EUGYPPIUS
Faeser also wants to go after your bank account:
We must also uncover the financial links in right-wing extremist networks, in order to deprive them of their income. This is the principle of ‘follow the money.’ Operationally, we have significantly strengthened financial investigations at the Federal Office for the Protection of the Constitution. Banks are already being sensitised. Financial structures are being analysed in detail, but we are coming up against legal limits. At present, financial investigations are limited to incitement to hatred and violence. That is not enough. I therefore want to amend the law to ensure that the potential threat is taken into account. This involves other factors such as potential for action and social influence. We also need to make procedures faster and less bureaucratic. No one who donates to a right-wing extremist organisation should be able to rely on remaining undetected.

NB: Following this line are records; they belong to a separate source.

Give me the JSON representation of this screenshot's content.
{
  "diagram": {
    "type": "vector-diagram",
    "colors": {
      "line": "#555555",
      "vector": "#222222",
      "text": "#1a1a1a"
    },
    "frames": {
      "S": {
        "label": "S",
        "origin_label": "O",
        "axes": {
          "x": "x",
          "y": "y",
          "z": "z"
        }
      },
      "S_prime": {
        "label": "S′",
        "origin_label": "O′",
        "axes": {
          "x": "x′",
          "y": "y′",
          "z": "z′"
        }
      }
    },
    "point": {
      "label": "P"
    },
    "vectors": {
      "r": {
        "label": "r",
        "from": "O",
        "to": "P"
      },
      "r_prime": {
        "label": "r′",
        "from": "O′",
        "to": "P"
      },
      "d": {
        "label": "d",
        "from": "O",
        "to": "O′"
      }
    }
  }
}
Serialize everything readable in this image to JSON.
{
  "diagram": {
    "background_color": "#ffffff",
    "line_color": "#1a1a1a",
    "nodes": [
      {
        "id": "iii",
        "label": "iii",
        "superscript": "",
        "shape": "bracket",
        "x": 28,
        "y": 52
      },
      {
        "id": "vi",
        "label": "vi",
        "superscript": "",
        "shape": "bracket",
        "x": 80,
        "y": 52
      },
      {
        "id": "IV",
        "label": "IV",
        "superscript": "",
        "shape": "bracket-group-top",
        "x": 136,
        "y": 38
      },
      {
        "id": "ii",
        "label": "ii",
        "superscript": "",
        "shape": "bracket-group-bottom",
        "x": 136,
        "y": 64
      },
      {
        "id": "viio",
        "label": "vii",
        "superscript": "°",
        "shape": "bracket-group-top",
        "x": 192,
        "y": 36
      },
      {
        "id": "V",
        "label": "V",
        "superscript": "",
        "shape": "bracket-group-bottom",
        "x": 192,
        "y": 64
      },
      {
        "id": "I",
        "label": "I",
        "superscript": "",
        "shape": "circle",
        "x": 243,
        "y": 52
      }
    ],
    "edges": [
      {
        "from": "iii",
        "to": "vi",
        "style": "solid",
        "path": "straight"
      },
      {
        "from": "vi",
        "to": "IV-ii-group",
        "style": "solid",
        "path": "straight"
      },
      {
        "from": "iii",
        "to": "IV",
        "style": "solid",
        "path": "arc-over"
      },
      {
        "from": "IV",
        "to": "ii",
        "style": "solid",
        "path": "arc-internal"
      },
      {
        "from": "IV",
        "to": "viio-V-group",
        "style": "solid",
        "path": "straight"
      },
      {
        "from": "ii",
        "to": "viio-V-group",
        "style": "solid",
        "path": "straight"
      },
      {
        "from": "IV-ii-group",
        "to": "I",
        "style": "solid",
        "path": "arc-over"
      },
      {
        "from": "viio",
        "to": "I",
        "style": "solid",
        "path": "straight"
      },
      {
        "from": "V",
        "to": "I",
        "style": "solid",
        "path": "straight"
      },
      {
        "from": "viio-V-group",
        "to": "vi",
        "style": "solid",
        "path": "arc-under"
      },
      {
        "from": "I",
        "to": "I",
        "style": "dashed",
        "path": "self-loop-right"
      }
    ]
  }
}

Faeser wants to change the law so that her Ministry can financially harass not only people who are suspected of “incitement to hatred and violence,” but also political opponents who merely exercise undue “social influence.” If you donate to an organisation that Faeser doesn’t like, she wants to publish your name and make you a target for state-affiliated paramilitary groups like Antifa. There is accordingly a great hue and cry from SPD and Green politicians to adopt their “Democracy Promotion Law,” which Renate Künast explicitly hopes will steer more funding to “Antifa groups” and other left-wing NGOs, many of which are heavily involved in ideological enforcement on behalf of the state.
Faeser is also angry that the political opposition can travel:
We are just as determined to restrict the international networking of right-wing extremists. Right-wing extremist hatred must neither be exported out of Germany nor imported into Germany. That is why we are working together with the relevant state authorities to prevent right-wing extremists from travelling in and out of the country as far as possible.